Kieran’s National Heritage Week Tours running from 22-25 August
My 2024 National Heritage Week historical walking tours continue. I am half way through my programme of tours. All are free and there is no booking required!
Thursday 22 August: The Lough and its Curiosities historical walking tour.
Meet at green area at northern green of The Lough, entrance of Lough Road to The Lough, Lough Church end at 6.30pm.
This walking tour explores the Lough, its heritage and the rich surrounding history of this neighbourhood of the city. This amenity has witnessed eighteenth century market fairs as well as ice skating to nineteenth century writers and nursery gardens to twentieth century cycling tournaments and the rich and historic market garden culture.
Friday 23 August: Douglas and its History historical walking tour in association with Douglas Tidy Towns.
Discover the history of industry and the development of this historic village, meet in the carpark of Douglas Community Centre at 6.30pm.
The story of Douglas and its environs is in essence a story of experimentation, of industry and of people and social improvement. The story of one of Ireland largest sailcloth factories is a worthwhile topic to explore in terms of its aspiration in its day in the eighteenth century.
On 1 June 1726, the Douglas Sailcloth Factory is said to have been founded by a colony of weavers from Fermanagh. The eighteenth century was a golden age for wooden sailing ships, before the 1800s made steam and iron prerequisites for modern navies and trading fleets. The era was also a golden age too for maritime exploration, Douglas in its own way added in part to this world of exploration.
Douglas village is lucky that it has been written about in depth by local historians in the 1980s and 1990s – scholars such as Con Foley and Walter McGrath – both of whom shone a huge spotlight on the depth and range of material available. Con Foley’s book on the history of Douglas shows his love of place and his participation in sitting down for years, penning notes, walking the ground, using ordnance survey maps and pondering on and mapping interconnections between the different memories of families active in the village and environs through time.
Saturday 24 August: The City Workhouse historical walking tour.
Learn about Cork city’s workhouse created for 2,000 impoverished people in 1841; meet just inside the gates of St Finbarr’s Hospital, Douglas Road at 1.30pm.

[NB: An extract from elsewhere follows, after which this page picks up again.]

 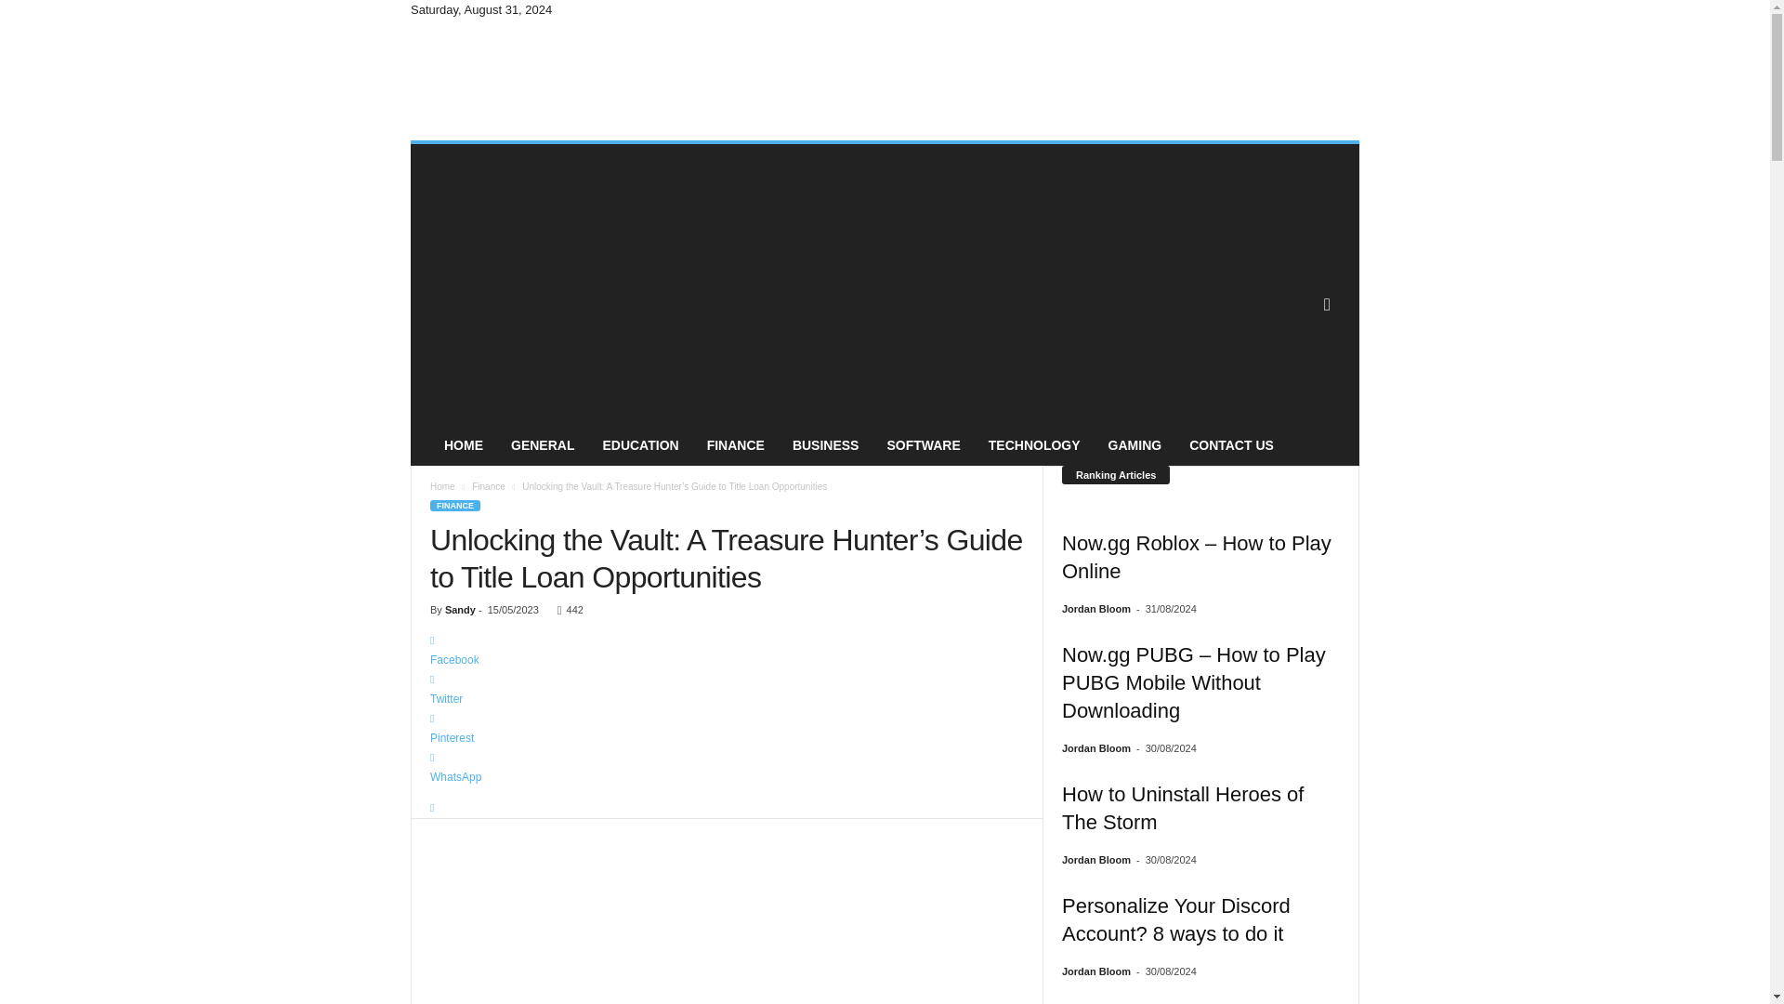 What do you see at coordinates (463, 444) in the screenshot?
I see `HOME` at bounding box center [463, 444].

The Cork workhouse, which opened in December 1841, was an isolated place – built beyond the toll house and toll gates, which gave entry to the city and which stood just below the end of the wall of St Finbarr’s Hospital in the vicinity of the junction of the Douglas and Ballinlough roads.
Written in depth over the years by scholars such as Sr M Emmanuel Browne and Colman O’Mahony, many in-depth primary documents have survived to outline the history of the hospital. What shines out are the memories of how people have struggled at this site since its creation in 1841. Other topics perhaps can also be pursued here such as the history of social justice at the site, why and how society takes care of the vulnerable in society and the framing of questions on ideas of giving humanity and dignity to people and how they have evolved over the centuries.
The hospital serves as a vast repository of memories, symbolism, iconography and cultural debate. Standing at the former workhouse buildings, which opened in December 1841, there is much to think about – humanity and the human experience.
The architect to the Poor Law Commissioners in Ireland from 1839 until 1855 was George Wilkinson. Nearly all the workhouses, accommodating between 200 and 2000 persons apiece, were designed in a Tudor domestic idiom, with picturesque gabled entrance buildings which contracted the size and comfortlessness of the institutions which lay behind them. By April 1847 all 130 workhouses were complete, the Douglas Road one being one of the first.
Sunday 25 August: Sunday’s Well historical walking tour.
Discover the original well and the eighteenth century origins of the suburb, meet at St Vincent’s Bridge, North Mall end at 1.30pm.
Sunday’s Well was a famous landmark through the ages and the adjoining district took its name from the well. In 1644, the French traveller M de La Boullaye Le Gouz, visited Ireland. In the account of his journey he writes: “A mile from Korq (Cork) is a well called by the English, Sunday Spring, or the fountain of Sunday, which the Irish believe is blessed and cures many ills”.
Walk from Wise’s Hill to the heart of Sunday’s Well and learn about the development of an eighteenth century suburb. This tour begins at the elegant house at the junction of the North Mall and Wise's Hill, which was the residence of the distiller Francis Wise.
It is a beautiful detached five-bay three-storey former house, built around 1800, now in use as a university building. The building retains interesting features and materials, such as the timber sliding sash windows, wrought-iron lamp bracket arch, and interior fittings.
The North Mall distillery was established on Reilly's Marsh around 1779, and by 1802 the Wise brothers were running the firm. Whiskey production was another significant industry in Cork from the late eighteenth century.